After the 2012 Presidential Election, conservatives despondent with Barack Obama’s re-election predicted an economic collapse in the US thanks to Obama’s dirigisme. So far it hasn’t happened. Not only that but all indications point to real economic recovery – at long last. It’s amazing what a $60 per barrel drop in oil prices will do for an economy. A conservative objection would be that low oil prices were hardly due to Obama, that their drop was precipitated by the fracking revolution – something that Obama’s policies actively hindered, and that Obama is only benefiting from forces that he actively tried to stop. Yes, this is all true, but that’s the point. Thanks to the decentralized, federal system possessed by the United States (in spite of a century’s worth of effort by progressives to centralize all decision-making in Washington), America is able to heal itself in spite of its leaders.
Taken as a whole, Obama, Biden, McConnell, Reid, Boehner, and Pelosi are probably the worst group of leaders that the United States has had in recent memory. And yet, there is a profound renewal going on at the state and local level where a group of new, young, energetic Republican reformers have taken over many governorships and state houses. Blogger extraordinaire Walter Russell Mead has extensively chronicled this phenomenon, which he has coined, The Death of the Blue State Model. The result has been a grass-roots rejuvenation. For every Bill de Blasio (currently screwing New York City into the ground), there are a half-dozen reforming governors, like Bobby Jindal, Scott Walker, and Nikki Haley. The great Liberal Justice, Louis Brandeis, said it best:
“A state may, if its citizens choose, serve as a laboratory; and try novel social and economic experiments without risk to the rest of the country.”
What he meant was that competition between individual states ensures that the best policies win out while, at the same time, no individual has too much power to screw up. Will Bill de Blasio ever win another executive office again? Anywhere?

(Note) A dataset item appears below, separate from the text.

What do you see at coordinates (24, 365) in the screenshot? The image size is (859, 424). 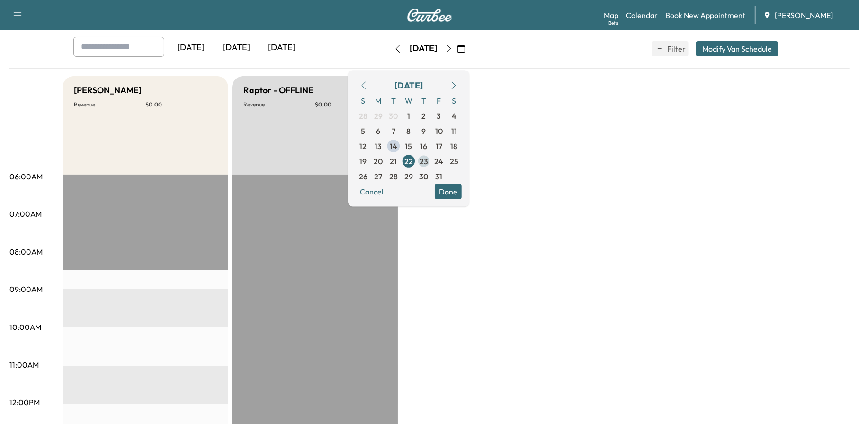 I see `p: 11:00AM` at bounding box center [24, 365].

This phenomenon is best illustrated with a counterexample. Look at a country plagued by overcentralization, like Russia. On the surface, Russian strongman Vladimir Putin is powerful, exuding competence and glistening pecs. He made Obama look like a fool over the Syrian red-line fiasco. But in the long run, short-term victories don’t count. No man - no matter how tactically brilliant - is smart enough to run an entire country from a central location. (The governors of all its provinces are selected by the Kremlin). As a result, the Russian economy is a one-note song. Even when oil prices were $115 per barrel, Putin couldn’t maintain the road network he inherited from Yeltsin. It doesn’t matter if his American opponent is a lethargic golf-a-holic, promoting destructive policies. America is greater than that. Its wisdom is distributed and America is stronger and wiser for it. America is regenerating in spite of its worthless ruling class.
It is for this reason I am also not bullish on China in the long-term. The Chinese Communist Party’s Politbureau isn’t smart enough to run the entire Chinese economy. China’s explosive growth has been due to the fact that it has taken Chinese peasants, effectively living in the middle ages, and transported them into a ramshackled, semi-free, crony-capitalist simulacrum of a free economy. The growth rate has been up for so long because China has had a big supply of medieval peasants. These are beginning to run out. From now on, growth will be harder to achieve and will require real policy smarts. All the problems that the ChiComs have papered over, ignored, swept under the carpet, or simply not heard of, will need addressing.
As a result, I see a severe economic downturn and significant political instability in China’s near future and America will remain number 1, in spite of the bumblers inside the beltway.